A number of my students have asked me how they can borrow money from private lenders to get into some non-traditional types of investing. These types of investments include buying consumer credit card debt, car loans, distressed loans made by FDIC-insured banks that have gone out of business or gotten into financial difficulties, and various kinds of notes.
Of course, the first question that seems to come up is: how can they do this without securing their private lenders' money on a piece of property? The answer to that is the topic of this note. Traditionally, my students borrow money from private lenders and, in exchange, offer each private lender a promissory note, a mortgage, and follow my system in terms of putting hazard insurance on the properties they are buying with the money. They also have their private lenders send funds directly to a title company or closing agent.
But this new approach to investing is a different kind of investing and requires you to think differently and structure your deals differently. First of all, you're not borrowing money to invest in real estate, something you can secure their money on. When you're buying credit card debt, or car loans, or distressed FDIC loans or other notes, there isn't a street address you can go to or a register of deeds where you can record a mortgage. Often, these investments are pools of grouped-together debt, packaged by their sellers, and many times these pools include forms of debt from issuers that are based in different states. Sometimes, you're buying debt not from the original issuer but from an intermediary company that has repackaged the debt.
I've learned from my SEC attorney that these types of investments are structured as blind pools. According to a definition by Landmark Partners, a large private equity and real estate investment firm based in Connecticut and Massachusetts, a blind pool is:
When a limited partnership has been formed by several investors pooling their capital and then subsequently looks for investments; virtually all private equity funds, and the majority of private real estate funds, are blind pools.
Now, not all blind pools are limited partnerships; some are housed in LLCs or similar entities. And you can include all kinds of distressed debt into what they invest in. Essentially, a blind pool is simply a company that starts out targeting types of investments, but not necessarily knowing what particular investments they'll make. For example, you may not know what pools of debt will be available, at what price, who issued the debt, its potential risks and benefits, and yet you know you can analyze all this and come up with a business model that makes this a worthwhile investment business.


Task details: Search the data for the word "vertex". Reproduce every line where it is found.

Exercise materials:

※

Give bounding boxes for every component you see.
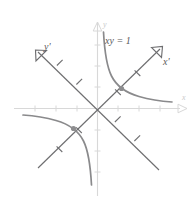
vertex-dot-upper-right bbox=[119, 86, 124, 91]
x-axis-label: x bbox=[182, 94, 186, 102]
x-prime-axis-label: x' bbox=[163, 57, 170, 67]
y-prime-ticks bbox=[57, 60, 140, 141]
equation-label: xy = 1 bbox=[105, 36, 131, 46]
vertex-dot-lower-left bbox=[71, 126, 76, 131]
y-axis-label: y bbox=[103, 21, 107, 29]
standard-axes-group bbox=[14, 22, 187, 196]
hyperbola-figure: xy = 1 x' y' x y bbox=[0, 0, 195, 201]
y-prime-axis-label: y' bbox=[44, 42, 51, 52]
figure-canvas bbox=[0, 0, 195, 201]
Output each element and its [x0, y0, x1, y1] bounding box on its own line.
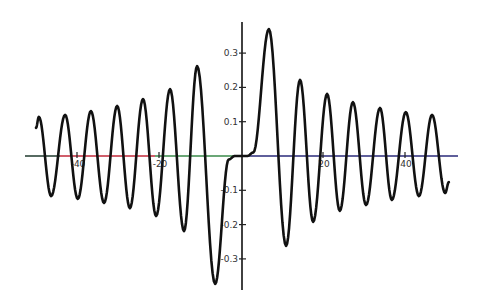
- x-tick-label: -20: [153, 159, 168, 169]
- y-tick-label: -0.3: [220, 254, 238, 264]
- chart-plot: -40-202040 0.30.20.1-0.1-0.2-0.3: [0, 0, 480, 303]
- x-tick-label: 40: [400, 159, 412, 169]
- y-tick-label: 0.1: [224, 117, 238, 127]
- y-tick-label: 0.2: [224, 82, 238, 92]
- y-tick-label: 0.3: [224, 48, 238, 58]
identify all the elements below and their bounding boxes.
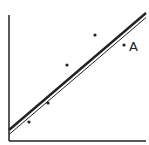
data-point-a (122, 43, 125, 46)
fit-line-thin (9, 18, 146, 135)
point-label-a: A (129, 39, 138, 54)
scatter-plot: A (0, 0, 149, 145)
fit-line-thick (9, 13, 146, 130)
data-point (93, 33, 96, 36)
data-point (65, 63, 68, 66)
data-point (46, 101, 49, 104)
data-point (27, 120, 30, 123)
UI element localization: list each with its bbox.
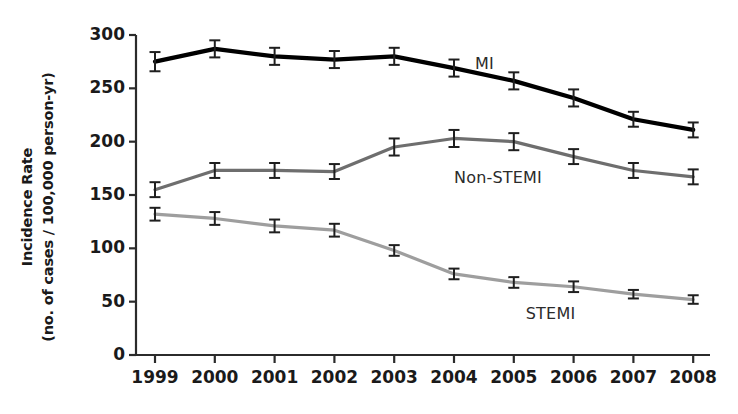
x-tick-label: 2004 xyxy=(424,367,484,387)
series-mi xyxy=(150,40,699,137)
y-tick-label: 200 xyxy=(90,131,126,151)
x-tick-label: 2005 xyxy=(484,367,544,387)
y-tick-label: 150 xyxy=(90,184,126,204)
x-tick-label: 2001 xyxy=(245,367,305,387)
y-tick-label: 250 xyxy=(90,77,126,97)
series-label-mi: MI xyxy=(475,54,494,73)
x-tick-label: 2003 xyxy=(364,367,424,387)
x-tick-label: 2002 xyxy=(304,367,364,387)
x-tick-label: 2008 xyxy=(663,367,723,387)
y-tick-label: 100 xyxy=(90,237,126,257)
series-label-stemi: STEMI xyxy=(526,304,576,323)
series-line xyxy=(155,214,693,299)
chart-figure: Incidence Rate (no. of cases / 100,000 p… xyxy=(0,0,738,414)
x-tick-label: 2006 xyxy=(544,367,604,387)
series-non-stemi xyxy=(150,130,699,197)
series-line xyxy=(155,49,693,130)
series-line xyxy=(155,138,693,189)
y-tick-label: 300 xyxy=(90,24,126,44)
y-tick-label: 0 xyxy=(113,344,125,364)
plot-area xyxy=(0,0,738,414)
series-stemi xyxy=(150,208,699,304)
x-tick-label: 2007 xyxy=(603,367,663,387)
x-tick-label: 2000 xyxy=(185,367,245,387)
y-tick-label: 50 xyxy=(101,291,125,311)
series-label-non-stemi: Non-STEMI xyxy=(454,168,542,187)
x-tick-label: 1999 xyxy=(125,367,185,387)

※

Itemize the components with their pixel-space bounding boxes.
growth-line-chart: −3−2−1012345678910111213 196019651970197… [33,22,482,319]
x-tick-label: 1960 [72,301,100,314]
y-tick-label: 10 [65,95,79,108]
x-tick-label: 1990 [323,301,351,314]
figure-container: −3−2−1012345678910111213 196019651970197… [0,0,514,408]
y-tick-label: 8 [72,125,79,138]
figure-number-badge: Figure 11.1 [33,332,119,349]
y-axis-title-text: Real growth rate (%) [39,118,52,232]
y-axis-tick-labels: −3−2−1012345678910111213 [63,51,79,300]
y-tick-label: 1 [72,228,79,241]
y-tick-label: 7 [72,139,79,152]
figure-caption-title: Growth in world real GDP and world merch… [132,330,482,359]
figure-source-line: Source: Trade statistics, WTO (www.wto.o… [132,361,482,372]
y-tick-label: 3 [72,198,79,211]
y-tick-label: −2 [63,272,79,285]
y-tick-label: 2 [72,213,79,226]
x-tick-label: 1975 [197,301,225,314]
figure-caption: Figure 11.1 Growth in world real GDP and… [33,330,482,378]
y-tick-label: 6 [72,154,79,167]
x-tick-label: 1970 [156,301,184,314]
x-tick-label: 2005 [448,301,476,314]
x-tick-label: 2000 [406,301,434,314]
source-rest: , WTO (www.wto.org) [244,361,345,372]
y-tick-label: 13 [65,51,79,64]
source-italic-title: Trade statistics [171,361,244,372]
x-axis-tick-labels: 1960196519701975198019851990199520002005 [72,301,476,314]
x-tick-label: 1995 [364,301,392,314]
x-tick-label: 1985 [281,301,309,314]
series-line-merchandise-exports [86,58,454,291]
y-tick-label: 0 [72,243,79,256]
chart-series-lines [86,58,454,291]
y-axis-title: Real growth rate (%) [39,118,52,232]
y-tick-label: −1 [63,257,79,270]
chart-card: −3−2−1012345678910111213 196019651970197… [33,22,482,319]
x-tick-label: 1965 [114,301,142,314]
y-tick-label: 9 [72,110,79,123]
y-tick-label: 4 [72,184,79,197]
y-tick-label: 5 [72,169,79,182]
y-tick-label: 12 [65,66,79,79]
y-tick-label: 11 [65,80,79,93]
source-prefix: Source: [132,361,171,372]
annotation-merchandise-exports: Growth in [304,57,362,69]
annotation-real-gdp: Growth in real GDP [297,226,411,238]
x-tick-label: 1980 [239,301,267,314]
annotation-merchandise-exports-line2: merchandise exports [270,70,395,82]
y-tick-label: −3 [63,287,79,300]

※

Your response:
vertex-dot-upper-right bbox=[119, 86, 124, 91]
vertex-dot-lower-left bbox=[71, 126, 76, 131]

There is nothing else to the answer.